From an ecclesial perspective:
"In the end, God is sending us these vocations because the Dominican charism is urgently needed in the Church today..........Our tradition is constituted by a unique convergence of qualities: optimism about the rationality and fundamental goodness of the natural order; an abiding certitude that divine grace and mercy are sheer gifts, unmerited and otherwise unattainable; a healthy realism about the peril of the human condition apart from this grace and mercy; a determination to maintain a God's-eye-view of everything that exists and everything that happens; an appreciation of the inner intelligibility of everything that God has revealed about himself and us; a wholly admirable resistance to all purely moralistic accounts of the Catholic faith; an unfailing devotion to the Eucharist and the Passion, combined with an unshakable confidence in the intercession of the Blessed Virgin Mary; a zealous willingness to preach and teach about all this, in season and out, because we are convinced that the world is dying to hear it and dying from not hearing it; and, internally, a commitment to liturgical prayer, to study for the sake of the salvation of souls, and to a capitular mode of governance in a common life consecrated to God by poverty, chastity and obedience. This is a powerful combination, and the Church really does need us to be true to it now more than ever."


From an historical perspective:
"I wish that I could speak more expertly about the significance of these developments when they are considered in the light of current conditions in the Order.......In the first decade of the twenty-first century-which brought a worldwide upswing in vocations to the priesthood and religious life-the province has emerged with a clear sense of its historic Dominican identity and a remarkable degree of institutional and apostolic energy that cannot fail to attract prospective members.......We might also note that the new vocations whom God is drawing to our province have already prompted us to think in new ways about our institutions and commitments."


From a cultural perspective:
"There is something new afoot among the young men being who are today being drawn to the priesthood and religious life, and thus to the Dominican Order. I have noticed it over the past few years, but it seems more pronounced or at least more evident to me in the people born in the mid- to late 80s and early 90s.
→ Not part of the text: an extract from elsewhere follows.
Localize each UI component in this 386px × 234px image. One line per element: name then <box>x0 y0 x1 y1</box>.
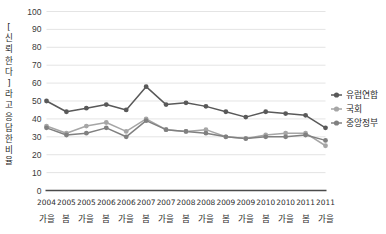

My sense is that these 20- and 30-somethings have been radicalized by their experience before entering the Order in a way that we were not. I am not certain how they would articulate their experience for themselves. It is as if they had gone to the edge of an abyss and pulled back from it. Whereas we tended to experience modernity (and then post-modernity) as a kind of adventure that never or rarely touched the core of our faith, these 20- to 30- somethings have experienced the moral relativism and eclectic religiosity of the ambient culture-and possibly of their own personal experience- and recognized it as a chaotic but radical alternative to Christianity with which no compromise is possible.


The young men who are being drawn to the Dominican Order today-from God-knows-what kinds of personal and social experiences-know that the post-modern culture of authenticity leads to moral chaos, personally and socially, and they want no part of it. They see-probably by a pure grace of the Holy Spirit, for their family backgrounds and catechetical training surely cannot explain it!-that human authenticity is possible only by living in conformity to Christ, and, in this particular case, to Christ as the Dominicans know and preach him."